The intricacies and challenges of musical performance have recently attracted the attention of writers and scholars to a greater extent than ever before. Research into the performer's experience has begun to explore such areas as practice techniques, performance anxiety and memorisation, as well as many other professional issues. Historical performance practice has been the subject of lively debate way beyond academic circles, mirroring its high profile in the recording studio and the concert hall. Reflecting the strong ongoing interest in the role of performers and performance, this History brings together research from leading scholars and historians and, importantly, features contributions from accomplished performers, whose practical experiences give the volume a unique vitality. Moving the focus away from the composers and onto the musicians responsible for bringing the music to life, this History presents a fresh, integrated and innovative perspective on performance history and practice, from the earliest times to today.
The first book to offer a complete introduction to the recorder includes basic reference material previously unavailable in one volume. A special feature is the rich collection of illustrations which in themselves provide a history of the instrument.

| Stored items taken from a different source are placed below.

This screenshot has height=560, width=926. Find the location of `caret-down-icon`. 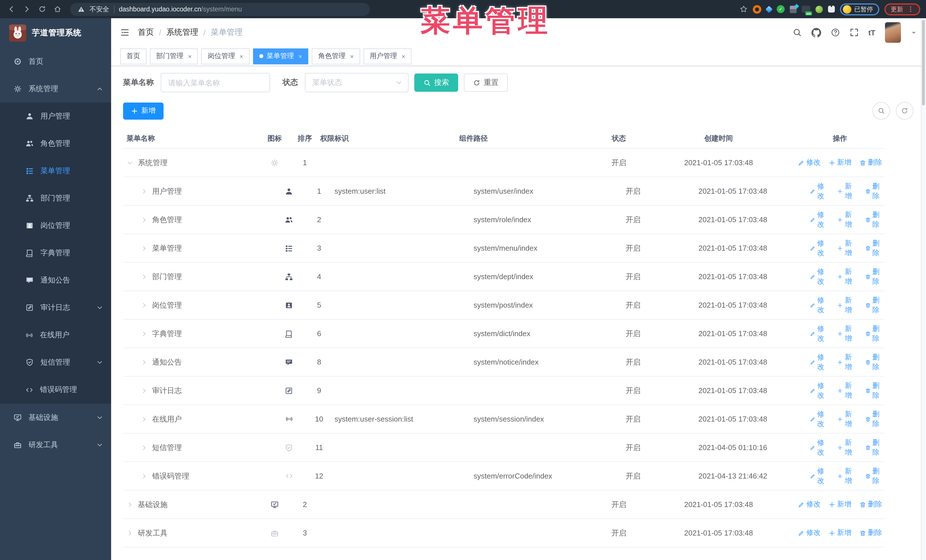

caret-down-icon is located at coordinates (130, 163).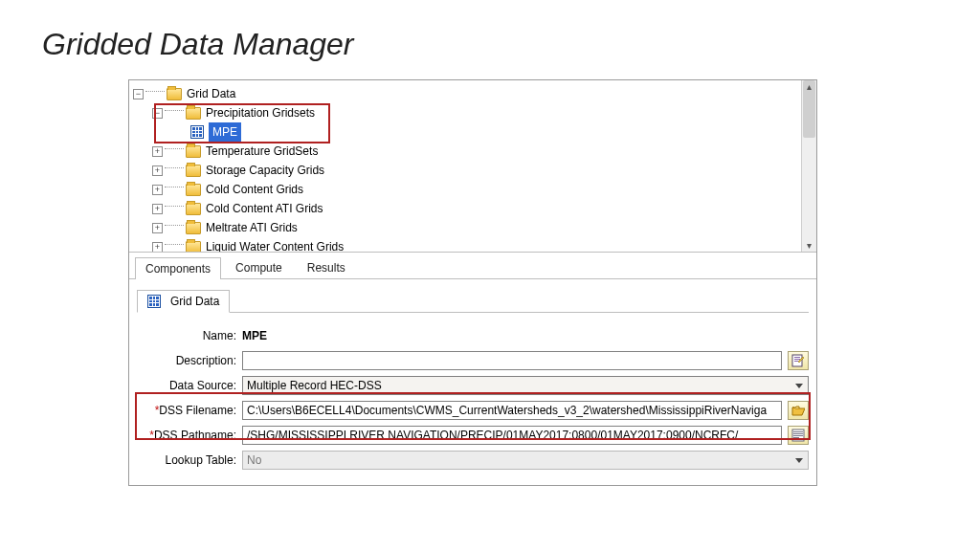  Describe the element at coordinates (225, 132) in the screenshot. I see `tree-node-label: MPE` at that location.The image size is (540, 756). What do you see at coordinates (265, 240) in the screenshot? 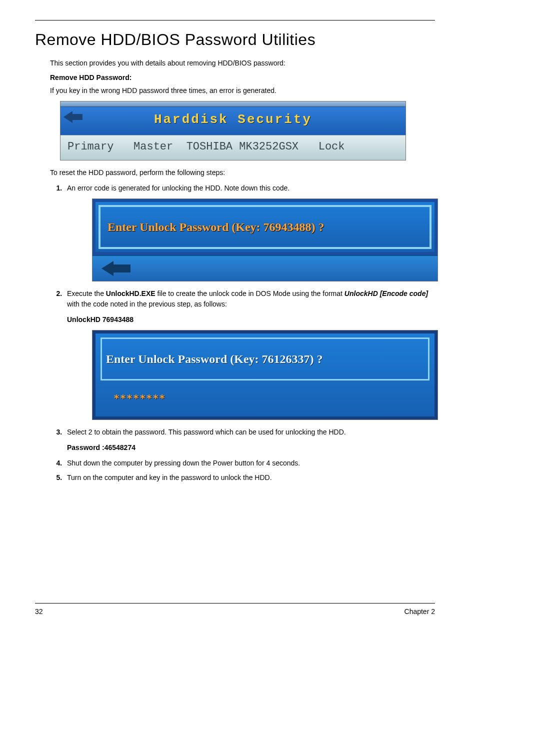
I see `screenshot-unlock-key-1: Enter Unlock Password (Key: 76943488) ?` at bounding box center [265, 240].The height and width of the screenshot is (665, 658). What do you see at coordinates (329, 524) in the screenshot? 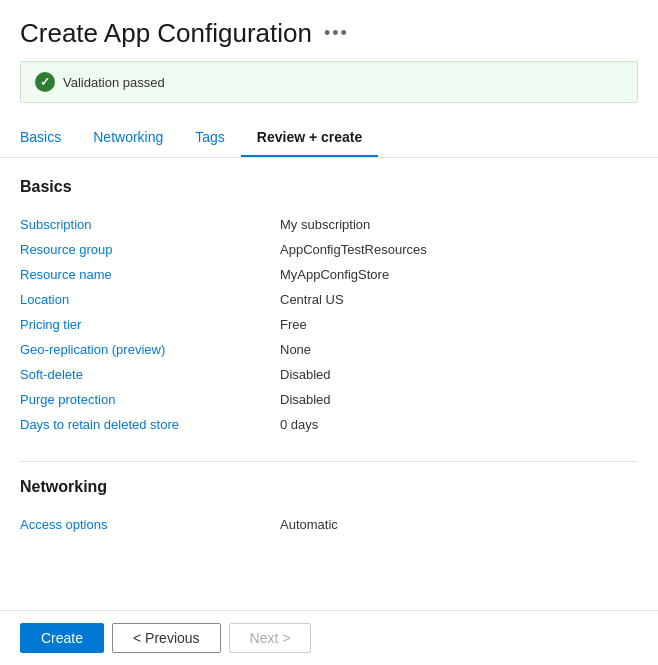
I see `table-row: Access options Automatic` at bounding box center [329, 524].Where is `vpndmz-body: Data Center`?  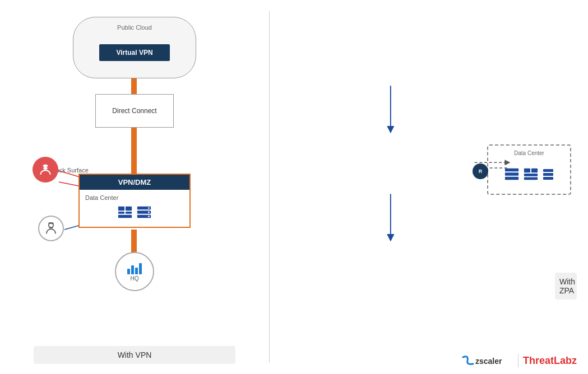 vpndmz-body: Data Center is located at coordinates (135, 208).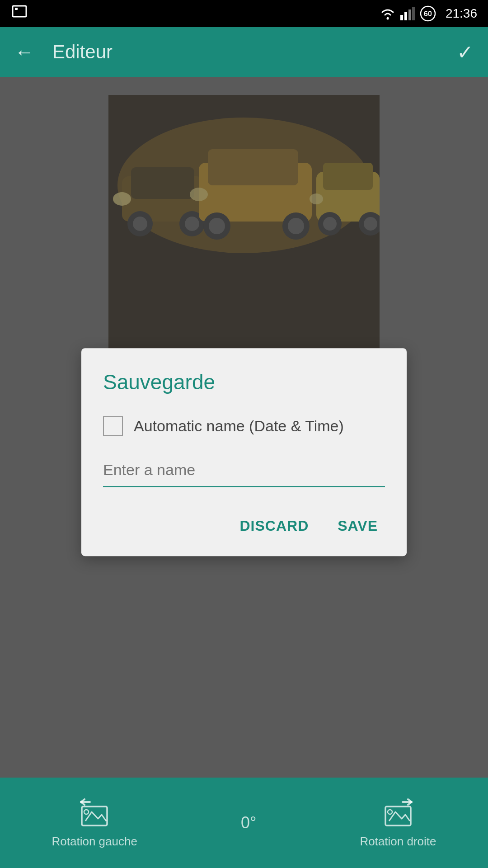  I want to click on dialog-title: Sauvegarde, so click(244, 382).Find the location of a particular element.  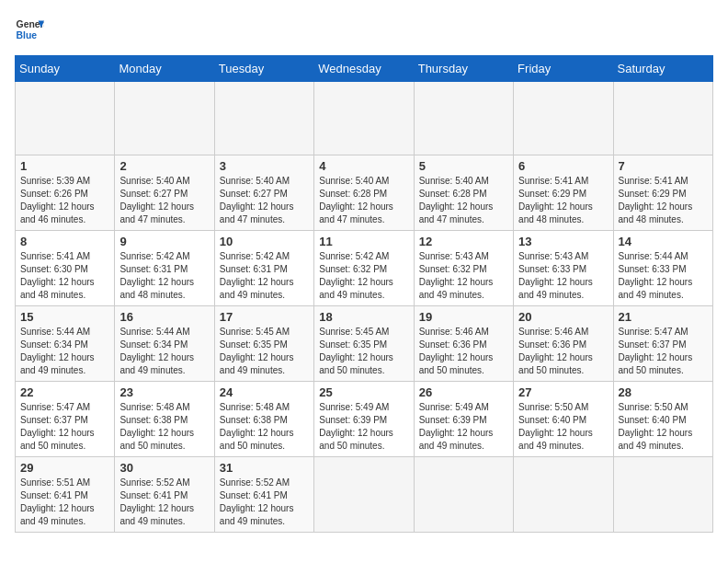

day-number: 17 is located at coordinates (265, 316).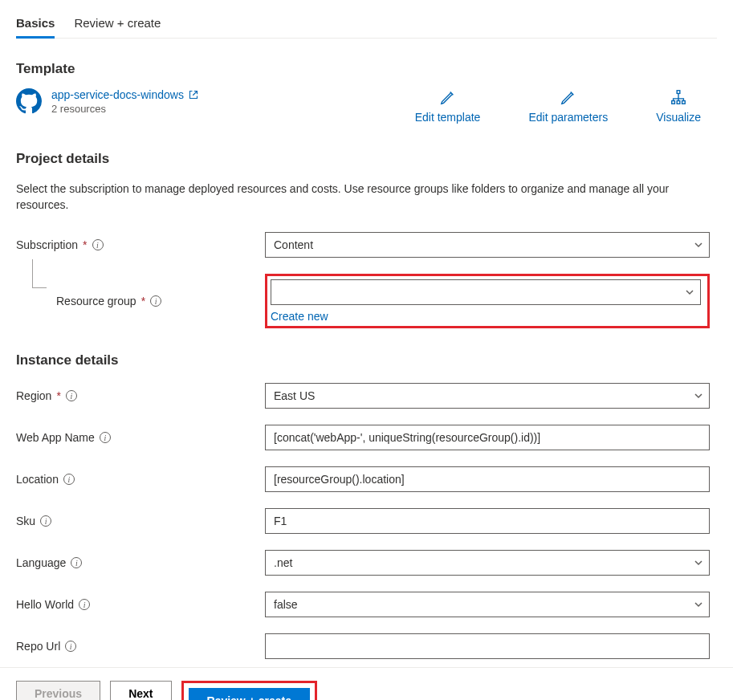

John Steele was educated at Victoria University of Wellington, and at Cambridge University, where he was a student of Thurston Dart. Steele was the first New Zealander to become a professional musicologist, and the first to achieve international repute, largely for his work on Italian music of the late sixteenth and early seventeenth centuries. This volume has been undertaken by the New Zealand Musicological Society as a tribute to its most distinguished member on the occasion of his retirement from Otago University. The main focus of the collection is the music of the sixteenth to eighteenth centuries.